The Sixth Injection
Took the sixth dose this evening — stomach again, but the opposite side from last week. I think I could feel a small difference this time. The mild background hunger that crept in toward the end of week 4 seems to have quieted again, and the sweet cravings stepped back down. Could be the site rotation, could just be that the medication was due. Either way, I'll take it.
No new side effects. The body has clearly settled into this dose now — week six and the medication feels almost invisible most days. That's the goal: the drug does its quiet work in the background while the protocol does the visible work in the foreground.
Birthday Season: A Real Test
This time of year is birthday-heavy in my family. Several celebrations, all with cakes and pastries. A month ago I would have used "it's a celebration" as a reason to lose the plot for a day — or three. Not this time.
I didn't say no to anything. I had small bites. A piece of cake became three forkfuls. A pastry became a taste. The interesting thing: the small portions were actually satisfying. The medication makes it so easy to stop, and a month of protein-first eating has taught my brain that food doesn't have to be all-or-nothing.
I used to think portion control was about willpower — about wanting more and saying no. Now I realize a lot of "overeating" was momentum. Once you start, you keep going. Cut the momentum at the start, and "moderation" isn't a struggle. It's just… what you do.
The Hamburger Incident
We had a farewell lunch for a colleague at the local burger place. I went with a double cheeseburger and a Pepsi Max — skipped the fries, thinking I was being sensible. Halfway through the burger, my stomach noped out. Nausea hit fast, gut went into rebellion mode. Not my finest social moment.
Lesson learned: a 2.5 mg GLP-1 dose plus a brick of fat is a no-go combination. My stomach empties so much slower now that anything too fatty just sits there and ferments. From now on: lean protein options, even when the menu is built for the opposite.
Single cheeseburger, no bun if I'm honest with myself, skip the sauce-heavy options. Or just get grilled chicken if it's available. The fatty trifecta — double meat, melted cheese, mayo-heavy sauce — is what tipped me over. Not the carbs, not the meat itself. The fat.
The Plan Held: Protein, Water, Training
Despite the cake week and the burger misstep, the foundations held:
- Protein target hit every day. Eggs at lunch, full protein dinners, shake before bed. The schedule carries me even when willpower wavers.
- Hydration locked in. 2-3 liters a day. Still no constipation, which I was bracing for given how often it comes up online. Water and fiber from yogurt with seeds seem to be enough.
- Training rolling. The new trap bar is a real asset. Two heavy sets per session, deadlifts I can actually load properly without my lower back negotiating. For upper body I'm running higher reps — the pump feels better than grinding heavy weights, and the joints thank me.
Current Weekly Training Split
For anyone curious, here's roughly what each session looks like right now:
- Lower body: 2 heavy sets trap bar deadlifts, 2 heavy sets Bulgarian split squats. Done. That's enough.
- Upper body: Higher rep ranges (12-20). Pull-ups + dips supersetted, dumbbell presses, rows.
- Walks: 30 minutes daily on the treadmill at 12% incline. Plus the lunch-break forest walk most days.
Thinking Hard About This Whole Thing
I've spent a lot of this week thinking about the medication itself — what it does, what it doesn't do, and what I'm doing with it.
I'm glad I have a plan and I'm following it without compromise. Five weeks in, the things that scare me are not the cravings or the side effects — those are manageable. What scares me is the version of me that exists six months after I stop the injections. The version that didn't use this window properly. The version that thought the medication would do the work, only to watch the weight come back when the drug wore off.
Because here's the truth I've been chewing on all week:
The injections are not what get you out of bed early for a walk. They do not choose the protein-rich meal. They do not change your relationship with food. They do not build the self-confidence and discipline you'll need when the prescription runs out.
That part has to come from you.
This medication is a window. A few months of biological help to do the hardest work of your life — rewriting habits that have lived in your body for decades. If you use the window, you walk out a different person. If you don't, you walk out the same one, just lighter for a while.
I intend to walk out different. That's the whole point.
Next entry: Week 6 — halfway through my chosen 12-week stretch at 2.5 mg. Time to start thinking about what month two looks like, and whether to stay at this dose or move up.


Action item => In this exercise, print only the lines of the records below from the one with "Image is 800x380 pixels." through the one with "Image is 980x449 pixels.", inclusive. Pictures are not part of the copy.

Supplied material START

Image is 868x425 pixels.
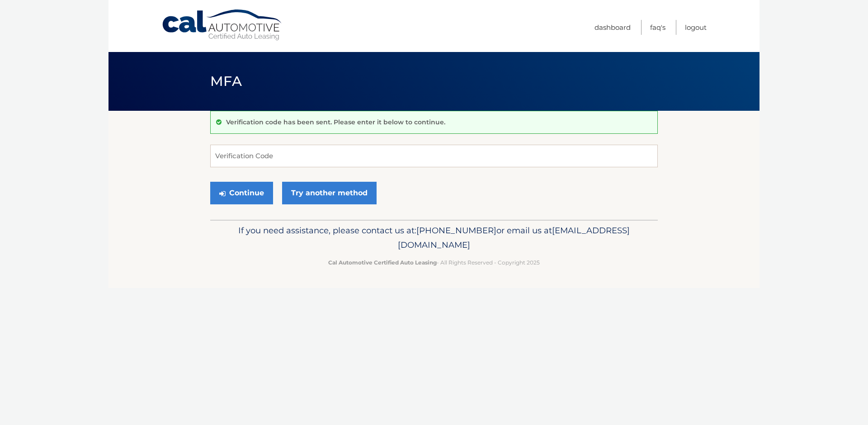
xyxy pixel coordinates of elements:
span: MFA [210,73,242,89]
span: [PHONE_NUMBER] [416,225,496,235]
a: Cal Automotive [161,9,284,41]
input: Verification Code [210,144,658,167]
p: Verification code has been sent. Please enter it below to continue. [226,118,445,126]
a: Logout [685,20,707,35]
p: - All Rights Reserved - Copyright 2025 [216,257,652,267]
a: Try another method [282,181,376,204]
span: [EMAIL_ADDRESS][DOMAIN_NAME] [398,225,630,250]
a: Dashboard [594,20,631,35]
a: FAQ's [650,20,666,35]
strong: Cal Automotive Certified Auto Leasing [328,259,437,266]
button: Continue [210,181,273,204]
p: If you need assistance, please contact us at: or email us at [216,223,652,252]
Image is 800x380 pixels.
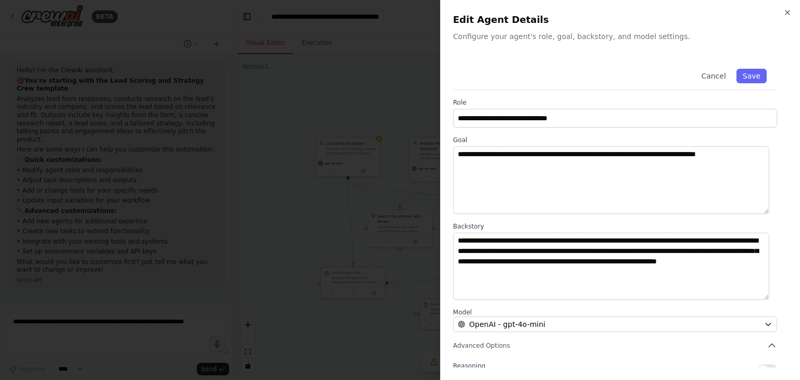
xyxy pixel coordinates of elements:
p: Configure your agent's role, goal, backstory, and model settings. [453,31,787,42]
label: Backstory [453,222,777,231]
button: Advanced Options [453,340,777,351]
label: Goal [453,136,777,144]
h2: Edit Agent Details [453,12,787,27]
button: Save [736,69,766,83]
button: OpenAI - gpt-4o-mini [453,316,777,332]
span: OpenAI - gpt-4o-mini [469,319,545,330]
span: Reasoning [453,362,485,370]
label: Model [453,308,777,316]
label: Role [453,98,777,107]
span: Advanced Options [453,341,510,350]
button: Cancel [694,69,731,83]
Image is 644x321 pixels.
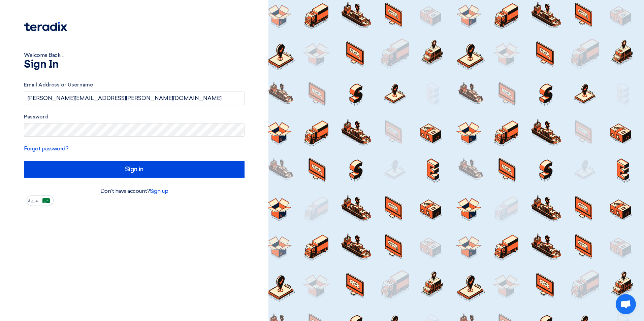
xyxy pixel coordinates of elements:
[24,187,244,195] div: Don't have account?
[26,195,53,206] button: العربية
[24,81,244,89] label: Email Address or Username
[150,188,168,194] a: Sign up
[24,113,244,121] label: Password
[24,51,244,59] div: Welcome Back ...
[24,92,244,105] input: Enter your business email or username
[24,22,67,31] img: Teradix logo
[24,59,244,70] h1: Sign In
[24,161,244,178] input: Sign in
[28,198,41,203] span: العربية
[24,146,68,152] a: Forgot password?
[42,198,50,203] img: ar-AR.png
[616,294,636,315] div: Open chat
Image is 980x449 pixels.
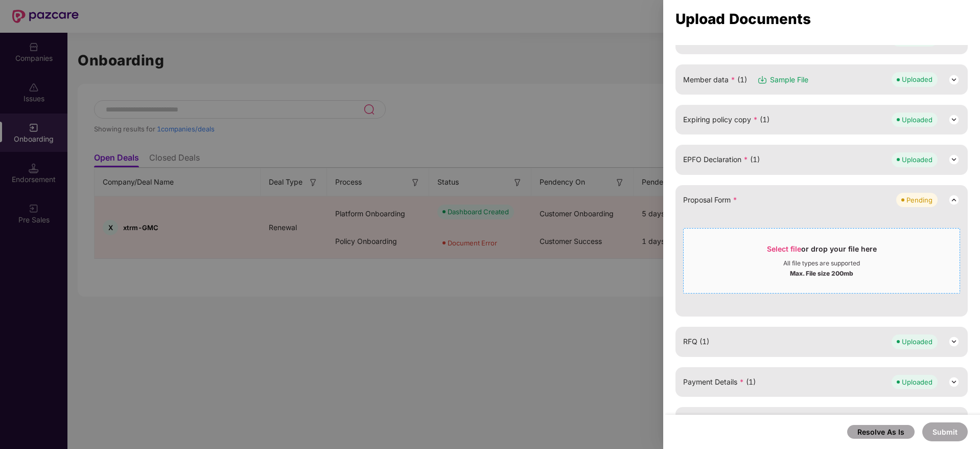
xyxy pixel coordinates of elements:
span: Select fileor drop your file hereAll file types are supportedMax. File size 200mb [684,236,960,285]
span: Select file [767,244,801,253]
div: All file types are supported [783,259,860,267]
span: RFQ (1) [683,335,709,346]
div: Pending [906,195,932,205]
div: or drop your file here [767,244,877,259]
span: Expiring policy copy (1) [683,114,769,125]
span: Sample File [769,74,808,85]
img: svg+xml;base64,PHN2ZyB3aWR0aD0iMjQiIGhlaWdodD0iMjQiIHZpZXdCb3g9IjAgMCAyNCAyNCIgZmlsbD0ibm9uZSIgeG... [948,375,960,388]
img: svg+xml;base64,PHN2ZyB3aWR0aD0iMjQiIGhlaWdodD0iMjQiIHZpZXdCb3g9IjAgMCAyNCAyNCIgZmlsbD0ibm9uZSIgeG... [948,74,960,86]
span: Proposal Form [683,194,737,205]
div: Uploaded [901,377,932,387]
div: Uploaded [901,115,932,125]
img: svg+xml;base64,PHN2ZyB3aWR0aD0iMjQiIGhlaWdodD0iMjQiIHZpZXdCb3g9IjAgMCAyNCAyNCIgZmlsbD0ibm9uZSIgeG... [948,114,960,126]
div: Uploaded [901,154,932,164]
img: svg+xml;base64,PHN2ZyB3aWR0aD0iMjQiIGhlaWdodD0iMjQiIHZpZXdCb3g9IjAgMCAyNCAyNCIgZmlsbD0ibm9uZSIgeG... [948,194,960,206]
span: Payment Details (1) [683,376,756,387]
div: Uploaded [901,336,932,346]
button: Submit [922,422,967,441]
span: EPFO Declaration (1) [683,153,759,165]
button: Resolve As Is [847,425,914,438]
img: svg+xml;base64,PHN2ZyB3aWR0aD0iMjQiIGhlaWdodD0iMjQiIHZpZXdCb3g9IjAgMCAyNCAyNCIgZmlsbD0ibm9uZSIgeG... [948,153,960,165]
span: Member data (1) [683,74,746,85]
div: Max. File size 200mb [790,267,853,277]
div: Uploaded [901,74,932,84]
img: svg+xml;base64,PHN2ZyB3aWR0aD0iMjQiIGhlaWdodD0iMjQiIHZpZXdCb3g9IjAgMCAyNCAyNCIgZmlsbD0ibm9uZSIgeG... [948,335,960,347]
img: svg+xml;base64,PHN2ZyB3aWR0aD0iMTYiIGhlaWdodD0iMTciIHZpZXdCb3g9IjAgMCAxNiAxNyIgZmlsbD0ibm9uZSIgeG... [757,75,768,85]
div: Upload Documents [675,13,967,25]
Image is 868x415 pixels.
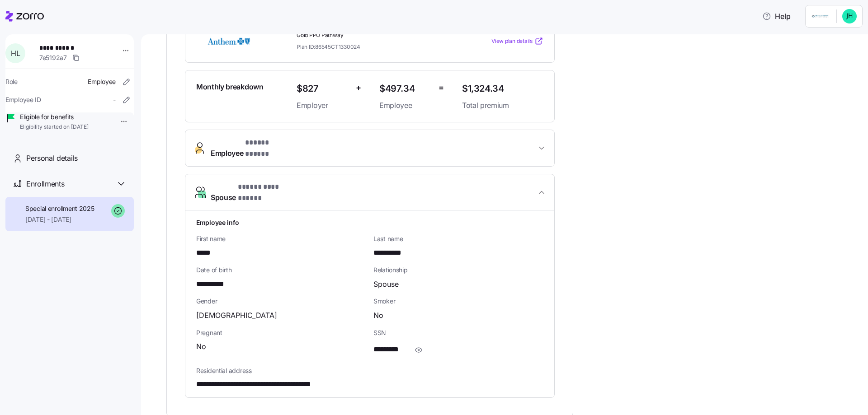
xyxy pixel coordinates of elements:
span: $497.34 [379,82,431,96]
span: H L [11,50,20,57]
span: 7e5192a7 [39,53,67,62]
span: [DEMOGRAPHIC_DATA] [196,310,277,321]
span: Total premium [462,100,543,111]
span: Employee [88,77,115,86]
h1: Employee info [196,217,543,227]
span: Relationship [374,265,543,274]
span: - [113,95,115,104]
span: Eligibility started on [DATE] [20,123,88,131]
span: Gender [196,296,366,306]
span: First name [196,234,366,243]
span: Spouse [374,278,399,290]
span: Help [762,11,790,22]
span: $1,324.34 [462,82,543,96]
span: No [196,341,206,352]
span: Monthly breakdown [196,82,263,93]
span: Employee [210,137,286,159]
button: Help [755,7,798,25]
img: Anthem [196,30,261,52]
span: Eligible for benefits [20,113,88,121]
span: Last name [374,234,543,243]
span: No [374,310,384,321]
span: $827 [297,82,348,96]
span: Spouse [210,182,294,203]
span: Gold PPO Pathway [297,32,455,39]
a: View plan details [491,36,543,46]
span: Date of birth [196,265,366,274]
span: = [439,82,444,94]
img: 8c8e6c77ffa765d09eea4464d202a615 [842,9,857,23]
span: SSN [374,328,543,337]
span: Employer [297,100,348,111]
span: Employee [379,100,431,111]
img: Employer logo [811,11,829,22]
span: Plan ID: 86545CT1330024 [297,43,360,50]
span: Role [5,77,18,86]
span: Enrollments [27,178,64,190]
span: [DATE] - [DATE] [25,215,94,224]
span: Smoker [374,296,543,306]
span: + [356,82,361,94]
span: Employee ID [5,95,41,104]
span: Personal details [27,152,78,164]
span: Special enrollment 2025 [25,204,94,213]
span: View plan details [491,37,532,46]
span: Residential address [196,366,543,375]
span: Pregnant [196,328,366,337]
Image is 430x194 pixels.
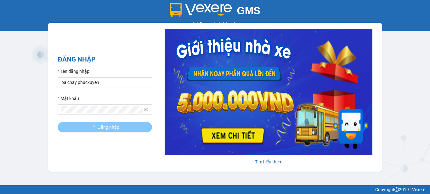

Supplied material END

Written solution =>
Image is 800x380 pixels.
xyxy pixel coordinates of elements:
p: Configure your agent's role, goal, backstory, and model settings. [453,31,787,42]
label: Backstory [453,222,777,231]
button: Advanced Options [453,340,777,351]
label: Goal [453,136,777,144]
h2: Edit Agent Details [453,12,787,27]
button: Save [736,69,766,83]
button: OpenAI - gpt-4o-mini [453,316,777,332]
span: OpenAI - gpt-4o-mini [469,319,545,330]
span: Reasoning [453,362,485,370]
label: Model [453,308,777,316]
label: Role [453,98,777,107]
span: Advanced Options [453,341,510,350]
button: Cancel [694,69,731,83]
Image is 644x321 pixels.
xyxy pixel coordinates of elements:
[24,187,244,195] div: Don't have account?
[26,195,53,206] button: العربية
[24,81,244,89] label: Email Address or Username
[150,188,168,194] a: Sign up
[24,113,244,121] label: Password
[24,51,244,59] div: Welcome Back ...
[24,92,244,105] input: Enter your business email or username
[24,22,67,31] img: Teradix logo
[24,59,244,70] h1: Sign In
[24,161,244,178] input: Sign in
[28,198,41,203] span: العربية
[24,146,68,152] a: Forgot password?
[42,198,50,203] img: ar-AR.png
[616,294,636,315] div: Open chat
Image is 980x449 pixels.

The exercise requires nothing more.